A Complete Guide to Aura Farmers Tableware

A Complete Guide to Aura Farmers Tableware

Every product we make, what it is built for, and how to pick the right one for your event, canteen, or home. A plain-English catalog walkthrough.

This guide is for anyone who has landed on our catalog and is trying to work out what to actually order. I’ll go through each product, what it’s designed for, and the failure modes we see when the wrong one is picked for the wrong use case.

Before getting into specifics: all Aura Farmers tableware is made in India, from rice husk and rice bran compression-moulded without additives. No synthetic binders, no plastic coating, no bleaching. FSSAI-compliant for food contact. Shelf life of 12 months in dry storage. Decomposes in 60–90 days after use in composting conditions.

Plates

Three sizes. Same material. The choice is about what is going on the plate.

7-inch plate. Snack and starter plate. Best for samosas, chaat, dry snacks, tikkis — foods where moisture stays in the food, not on the plate. If you are running a tea-break station at a corporate event or a pav-bhaji counter at a wedding, this is the size.

10-inch plate. The workhorse. A full-meal plate that holds up under gravy-heavy menus. This is the plate most event caterers order in the largest volumes. It fits a standard Indian dal-rice-two-sabzi-roti meal without feeling cramped.

12-inch plate. Thali and banquet plate. Use this when you are serving a full thali with separate compartments (bowls on the plate) or a buffet where guests are loading their own plates.

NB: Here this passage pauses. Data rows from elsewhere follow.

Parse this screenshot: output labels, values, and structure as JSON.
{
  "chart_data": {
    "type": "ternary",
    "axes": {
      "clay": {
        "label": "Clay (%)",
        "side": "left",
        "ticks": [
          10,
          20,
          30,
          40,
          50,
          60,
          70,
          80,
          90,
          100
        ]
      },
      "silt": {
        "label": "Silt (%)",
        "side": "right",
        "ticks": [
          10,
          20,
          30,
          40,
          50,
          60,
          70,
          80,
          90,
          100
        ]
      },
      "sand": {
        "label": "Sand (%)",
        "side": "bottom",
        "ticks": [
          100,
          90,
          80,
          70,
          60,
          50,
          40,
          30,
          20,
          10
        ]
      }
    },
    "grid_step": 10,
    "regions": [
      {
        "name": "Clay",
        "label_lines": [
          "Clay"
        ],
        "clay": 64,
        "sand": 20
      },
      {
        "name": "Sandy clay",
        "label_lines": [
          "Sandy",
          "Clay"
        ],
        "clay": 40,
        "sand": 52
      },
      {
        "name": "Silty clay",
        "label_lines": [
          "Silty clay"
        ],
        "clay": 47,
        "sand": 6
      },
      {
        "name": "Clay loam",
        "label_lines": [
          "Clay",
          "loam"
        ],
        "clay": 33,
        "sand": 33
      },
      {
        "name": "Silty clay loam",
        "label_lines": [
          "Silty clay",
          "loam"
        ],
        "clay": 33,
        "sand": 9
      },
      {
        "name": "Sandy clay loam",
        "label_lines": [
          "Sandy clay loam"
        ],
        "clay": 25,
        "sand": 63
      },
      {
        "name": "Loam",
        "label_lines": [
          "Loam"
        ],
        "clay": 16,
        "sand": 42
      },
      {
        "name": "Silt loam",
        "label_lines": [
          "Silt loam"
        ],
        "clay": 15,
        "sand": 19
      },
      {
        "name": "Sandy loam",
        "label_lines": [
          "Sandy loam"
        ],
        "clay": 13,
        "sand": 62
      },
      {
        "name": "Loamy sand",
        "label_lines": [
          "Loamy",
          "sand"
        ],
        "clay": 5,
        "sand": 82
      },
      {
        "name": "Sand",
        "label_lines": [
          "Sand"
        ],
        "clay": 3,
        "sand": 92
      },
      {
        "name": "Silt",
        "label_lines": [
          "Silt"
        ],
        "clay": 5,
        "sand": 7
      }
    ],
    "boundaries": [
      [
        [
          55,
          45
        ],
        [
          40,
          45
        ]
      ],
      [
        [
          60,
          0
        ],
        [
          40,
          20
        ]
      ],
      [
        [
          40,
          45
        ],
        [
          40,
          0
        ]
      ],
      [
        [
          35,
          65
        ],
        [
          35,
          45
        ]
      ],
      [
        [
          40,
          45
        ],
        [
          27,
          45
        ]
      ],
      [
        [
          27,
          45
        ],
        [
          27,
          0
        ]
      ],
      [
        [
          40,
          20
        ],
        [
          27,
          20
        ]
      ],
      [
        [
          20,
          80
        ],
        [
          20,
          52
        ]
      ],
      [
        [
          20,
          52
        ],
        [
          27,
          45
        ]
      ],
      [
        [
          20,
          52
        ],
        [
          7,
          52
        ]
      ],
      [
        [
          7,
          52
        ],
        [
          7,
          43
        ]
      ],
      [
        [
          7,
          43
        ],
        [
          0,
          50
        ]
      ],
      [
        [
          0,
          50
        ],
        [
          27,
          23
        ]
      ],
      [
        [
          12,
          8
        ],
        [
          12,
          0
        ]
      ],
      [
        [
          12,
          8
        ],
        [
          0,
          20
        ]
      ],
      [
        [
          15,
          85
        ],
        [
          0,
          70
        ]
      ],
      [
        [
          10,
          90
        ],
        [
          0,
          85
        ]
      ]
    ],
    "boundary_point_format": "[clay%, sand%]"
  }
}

The extra diameter matters when food is being placed, not served.

Wrong-plate failure modes: ordering 7-inch when the menu has gravy (food slides off the rim into the guest’s lap). Ordering 10-inch for a thali service (not enough space for the bowls). Ordering 12-inch for a snack counter (guests take more than they eat and waste goes up).

Bowls

180 ML bowl. Our standard bowl — sized for chutneys, dry snacks, and semi-solid sides like raita or sambar. Works well in thali setups and as a standalone snack bowl.

200 ML shallow rim dish. A wider, shallower profile than the 180 ML bowl. Best for curry-style servings where you want more surface area than a deep bowl provides. The raised rim keeps gravy contained.

The distinction matters if you are running a thali-style service: the 180 ML bowl holds sides, and the shallow rim dish holds the main curry.

Cups

120 ML cup. Chai and espresso-sized. For single-serve hot drinks where the guest will finish the cup within a few minutes. Do not use this for cold drinks that sit.

250 ML cup. Standard tea/coffee cup, also suitable for short-duration cold beverages. Same caveat as the 120 ML — the material is not designed for extended contact with liquid.

Important caveat on all cups. The material is paper-adjacent in its behaviour — it holds hot liquids well for the duration of a normal cup of chai or coffee, but leave any cup full on a table for 20+ minutes and you will see softening. For event service where guests receive, drink, and dispose within a reasonable window, cups are the right choice. For cloud kitchen dispatch where a drink sits in transit, they are not.

Trays

Large round tray. Designed for shared platters and buffet service. The wide rim keeps liquids contained, which is the main structural difference from a plate. Use this for fruit platters, shared starters, or as a base for smaller items in a buffet layout.

We currently make one tray variant. If you have a specific tray format you need for an institutional order (rectangular, sectional), contact us — we have done custom runs for large institutional buyers.

Cutlery

13 cm spoon. Our only cutlery product right now. Firm enough for rice and semi-solid foods, not recommended for sawing through hard items. Works well paired with the 10-inch plate for rice-and-dal service.

Combo sets

Dinner combo set. A pre-packaged bundle of plate, bowl, and cup. For caterers who want to reduce SKU management and for institutional buyers placing smaller orders where coordinating individual components creates more overhead than it is worth. The combo is priced and packed as a unit.

How to pick a pack size

Our standard packs range from 50 pieces (larger plates and trays) to 240 pieces (smaller cups). For a single event, multiply expected guests by courses-that-need-a-plate. For a canteen, think in two-week cycles — most canteen managers find fortnightly delivery cycles match their storeroom capacity without creating frequent order overhead.

If you are uncertain about quantities for your specific use case, a WhatsApp conversation will save you time. Institutional orders often have specific pack configurations that benefit from a direct conversation rather than a generic quantity calculator.


For institutional orders, custom configurations, or specification sheets, reach Aura Farmers on WhatsApp at +91 81403 47773.